String of partnerships underscore VMware’s campaign to diversify | #VMworld 2014
For a conference organized by the world’s largest server visualization vendor, VMworld 2014 places very little emphasis on servers. But that should hardly come as a surprise these days, given VMware Inc.’s aggressive bid to move beyond its hypervisor roots and up the enterprise food chain with value-added capabilities. Nowhere is that push more evident than in the VMware ecosystem, the company’s revenue lifeline, which saw a string of major partnership announcements on the first day of the event underscoring its push to diversify software sales.
In the public cloud, VMware revealed a three-way alliance with some of the hottest names in the industry aimed at providing support for applications leveraging the Docker container engine, which is considered a threat to VMware’s virtualization platform on its public cloud. The company will collaborate directly with Docker Inc. to provide compatibility across both off- and on-premise customer environments and also work with fellow EMC Corp. subsidiary Pivotal Inc. and Google to extend integration to some of the more popular third party tools for the project. Included on the list are the search giant’s recently released Kubernetes management software, the homegrown Warden container provisioning utility for Cloud Foundry and a number of open-source libraries.
At the same time, Delphix Inc., made its flagship Virtual Data Platform available on VMware’s vCloud Air (formerly vCloud Hybrid Service). The product, which is used by IBM, eBay Inc. and several other technology heavy-hitters, enables users to create a so-called master copy of a given workload and deliver that image on-demand instead of creating duplicates for every team that may require access to that application. The firm claims that the solution can shave up to 90 percent off hardware costs, which makes it complementary to the pay-as-you-go model of the public cloud.
To help organizations access the fast-expanding roster of capabilities available on its infrastructure-as-a-service platform, VMware has teamed up with AT&T Corp. to provide private uplinks to vCloud Air. That means customers now have the choice of connecting to the on-premise component of their environments directly instead of having to go through a provider, which is faster and eliminates the added operational risks associated with introducing another moving piece into the mix.
VMware is also extending its networking focus into the data center with NSX, a programmable solution for managing transport capacity based on technology it obtained as part of the acquisition of Nicira Inc. in 2012. The conference has seen several big-name vendors throw their weight behind the platform, starting with Hewlett-Packard Co., which announced that it has integrated it with the internally-developed Virtual Application Networks SDN Controller to provide customers with a single interface for managing their networks, including both physical and virtual components. That paves a relatively smooth migration path for traditional organizations that are taking a gradual approach to adopting SDN and have to maintain their existing investments in the meanwhile.
Not leaving HP’s pivot unanswered, Dell Inc. extended its own partnership with VMware to package NSX into a converged infrastructure bundle for mid-market customers. Additionally, the companies have signed an agreement with mutual ally Cumulus Networks Inc. to provide support for the platform on Dell switches running the latter’s Linux-based networking operating system.
And over on the storage side, Zadara Inc. updated its OpenStack-powered array to deliver 40 Gigabit Ethernet leveraging the iSCSI Extensions for RDMA (iSER) protocol for better response times in VMware-virtualized environments. The upgrade is available for free to organizations that have signed up for company’s recently launched OPaaS payment scheme, which makes it possible to purchase a physical appliance on a pay-as-you-go model basis as if it were a cloud service.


Directions for this task:
Beneath this line are entries. Copy the range from the line with "Where does clothing appear?" to the line with "Survey the screen for flower.", ends included, exactly; leave pictures out.

Exercise inputs:
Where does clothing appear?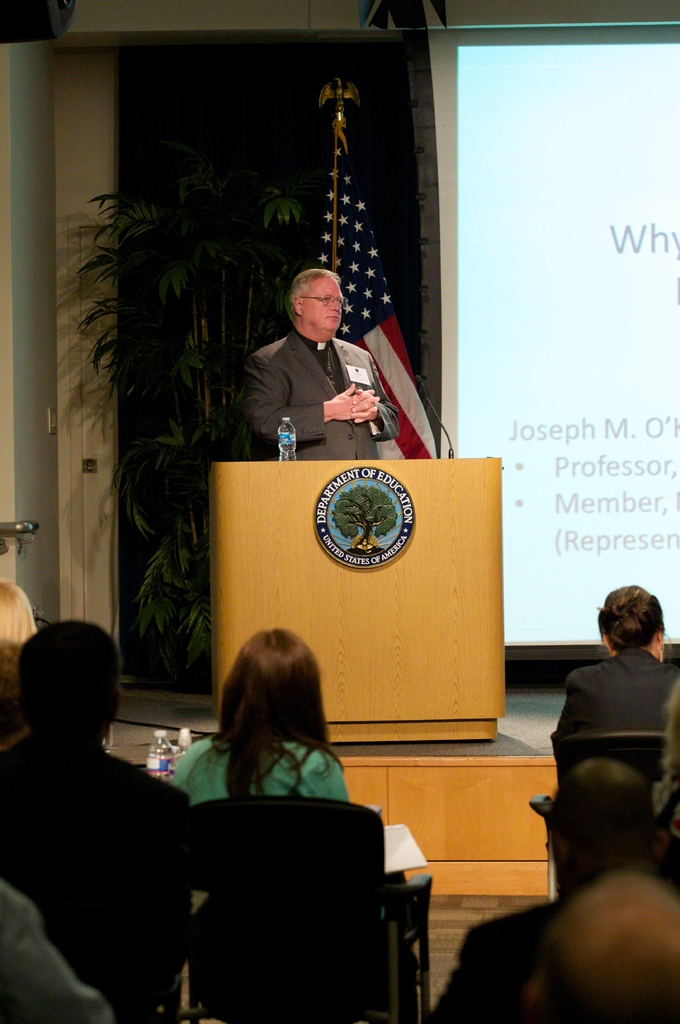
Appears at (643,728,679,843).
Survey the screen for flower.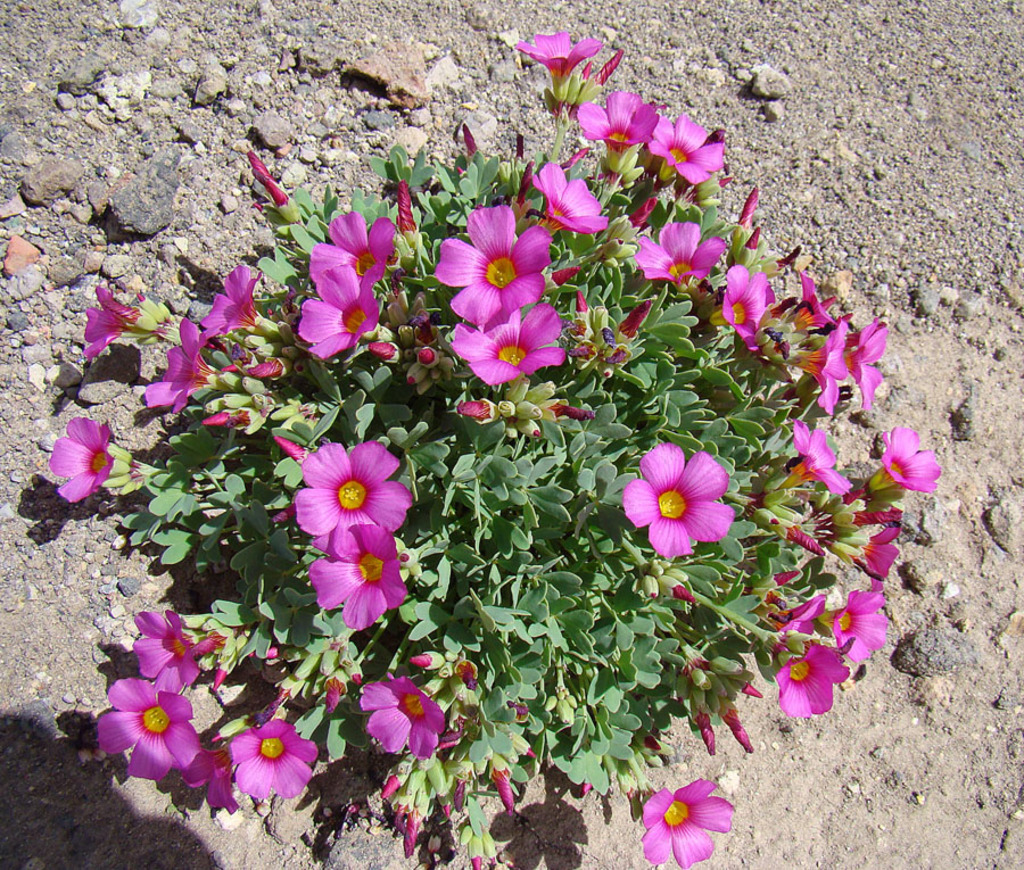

* * *

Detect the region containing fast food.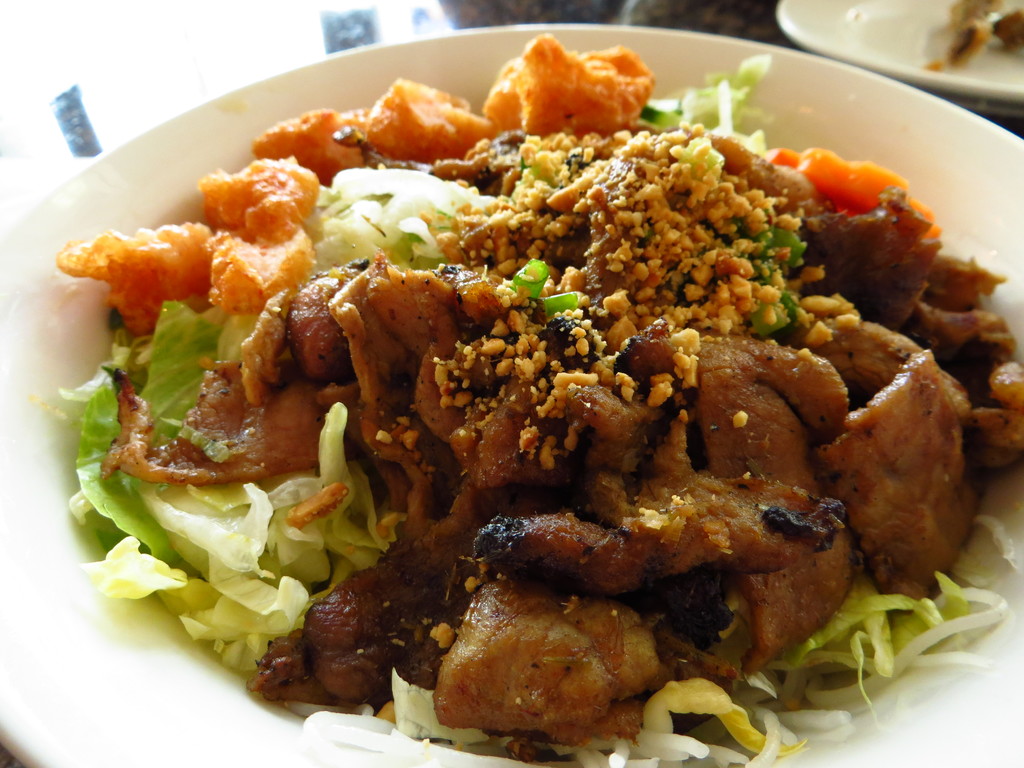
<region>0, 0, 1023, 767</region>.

--

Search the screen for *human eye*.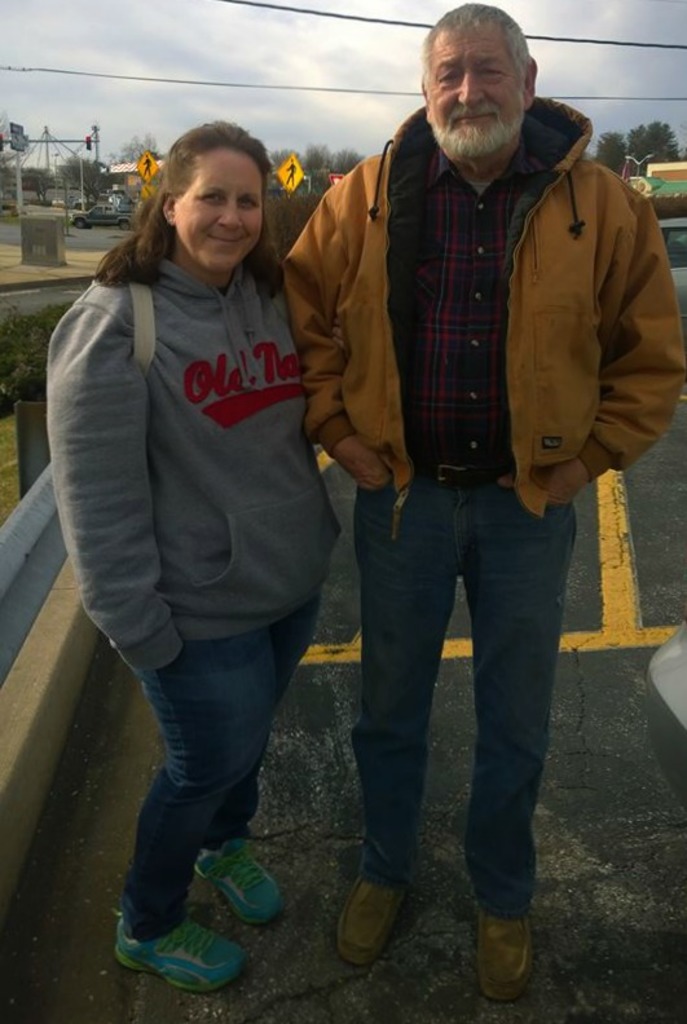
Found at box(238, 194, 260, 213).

Result for this exercise:
Where does clothing appear?
Appears at (643,728,679,843).
Survey the screen for flower.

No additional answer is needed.